Anyone who finds themselves randomly tearing up when watching this probably grew up in the USSR (if you know, you know)
I had a sneaking suspicion about this for years but never bothered to find out. Thanks for scratching that age old itch!
that square wave slant happens when you apply a high pass filter
Which, if I remember well, produces a phase delay that is different for each frequency.
Nooooo! You're telling me my triangle waves could have been optimized this whole time?
I didn't expect to see (or rather hear) a ZZT reference today but I'M SO GLAD I DID
I liked the inclusion of the PCjr SN76489 version of Space Quest. I remember taking my Sega Master System emulator's SN76489 emulator out, and adding it to a DOS emulator, then making a few I/O reads respond differently for Tandy 1000/PCjr, and Space Quest started drawing a linear frame buffer instead of the EGA planer buffer, and it talked to the SN76489 instead of the internal speaker timer chip. Good memories. 😁
In my college signals class I learned the seemingly absurd tidbit of physics that our ears have no way of perceiving phase differences between harmonics, and the spectrums of two very different-looking signals can be identical if you throw away the phase information.
0:46 it still kinda has the look of a square wave, but with a different shape.
Man, audio synthesis is just full of mindblowing tidbits that aren't obvious, but are easy enough to digest once it's explained. It weirdly feels impenetrably difficult and stupid-easy at the same time.
1:14 this is the exact tone my radio alarm plays, i thought i had an alarm from it just now
I knew that the phase could not be heard... this is a really good visualization.
those slanted lines are due to high-pass filtering, a technique used by the NES' synthesizer to cut out low frequencies no one can hear
Is there a name for the concept? Of optimizing the wave for loudness like this, not necessarily the phase shifting
Also I think the tilt you see is due to low/high pass filtering by whatever encoding is being done by UA-cam or your PC.
Many sound chips will have quite a bit of DC offset, so to avoid clicking noises programs that emulate them will use a high pass filter to eliminate it, including famitracker.
This video is awesome, you should make a walkthrough of how this square wave is made so we can make experiments.
And that's why when I learned roughly what sound waves are I was like "does this really mean anything i can decypher?" and the answer is no, you need a machine and that machine is both your ears and computers.
The interesting thing is that this isn't just shifting the phase of the individual harmonics by an equal amount, as that wouldn't change the shape of the wave, it would just change the starting phase. To get the shape change one needs to construct the math behind the diagram on the left (two separate Fourier series, one for x(t) and one for y(t), one with cos terms only and one with sin terms only), rotate that (using a matrix), and then rearrange the result back into a new Fourier series (using angle sum and difference identities I suspect?)... My capacity to do the algebra in my head has been exceeded... Tempted to start getting pencil and paper out...

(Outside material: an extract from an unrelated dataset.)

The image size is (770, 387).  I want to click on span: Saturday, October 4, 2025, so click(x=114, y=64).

Yup, it’s shifting the phase of each harmonic by a different amount. The math is much easier if you use complex exponentials, since the harmonic-specific phase shifts can be trivially encoded in the complex Fourier coefficients.
@@Polychromophilia The fucking what? Man I need to dig into this kind of maths, never learned fourier transforms and now I feel like I won't be able to produce music to the level I want to produce it at if I don't wrap my head around it
@@TheMrVogue You don't need to know any of that to make music, all you really need to know is that any sound is mathematically equivalent to a bunch of sine waves of different frequencies added together, which you should already intuitively understand if you've ever used an eq. If you want to know more you can read up on things like Fourier transforms, the harmonic series, and Nyquist theorem but they aren't at all necessary to know
@@tristanwh9466 I appreciate the encouragement... I've been making music for a while, but this kind of low level knowledge I think is what separates a master from a novice... At least knowing what you're doing to the mix by using certain waveforms, etc... Maybe you're going for a particular sound, but you're really particular, I think this kind of stuff is what lets you add in that extra sauce to polish things to a mirrored finish.

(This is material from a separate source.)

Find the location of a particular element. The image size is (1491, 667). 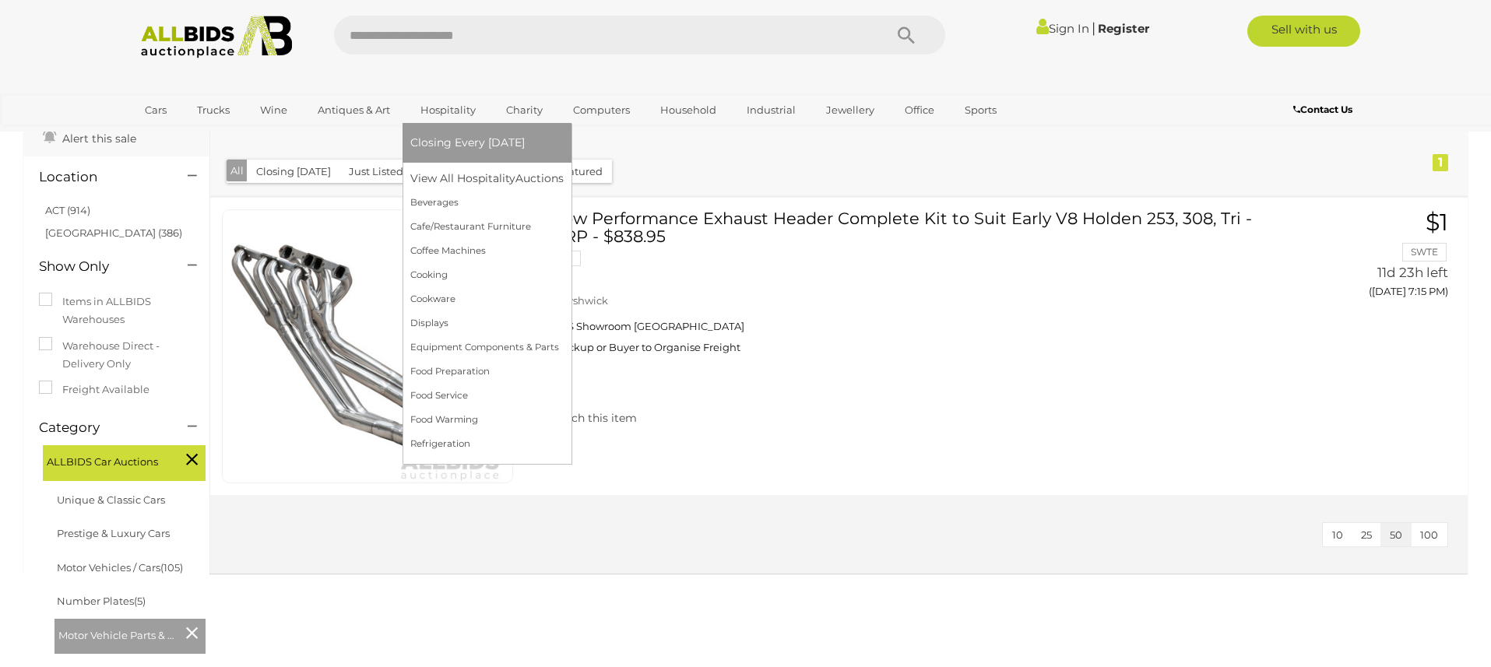

a: Number Plates(5) is located at coordinates (101, 601).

I wanted to hear the sound of the wave as the phase was continuously rotated.
This is a really cool video! Although I mostly know about how sine waves can be stacked to approximate a square wave, I've never though at all about how they could have different phases, and the bit about optimising the triangle was also totally a surprise! I suppose that's why triangle waves sound so quiet then, relative to its gain level...
If not mistaken, square waves are actually every 2nd harmonic from the fundamental of the sinewave. And the craziest thing I've learned is that every sound is actually stacked sinewaves with different phase rotation angles and stacks, so it's madness to think that you can make any sound from sinewaves if you stack the right harmonics with phase rotations and amplitudes 😳🤯
@@morpheon_xyz I hope you’ve watched the Posy video about that ;)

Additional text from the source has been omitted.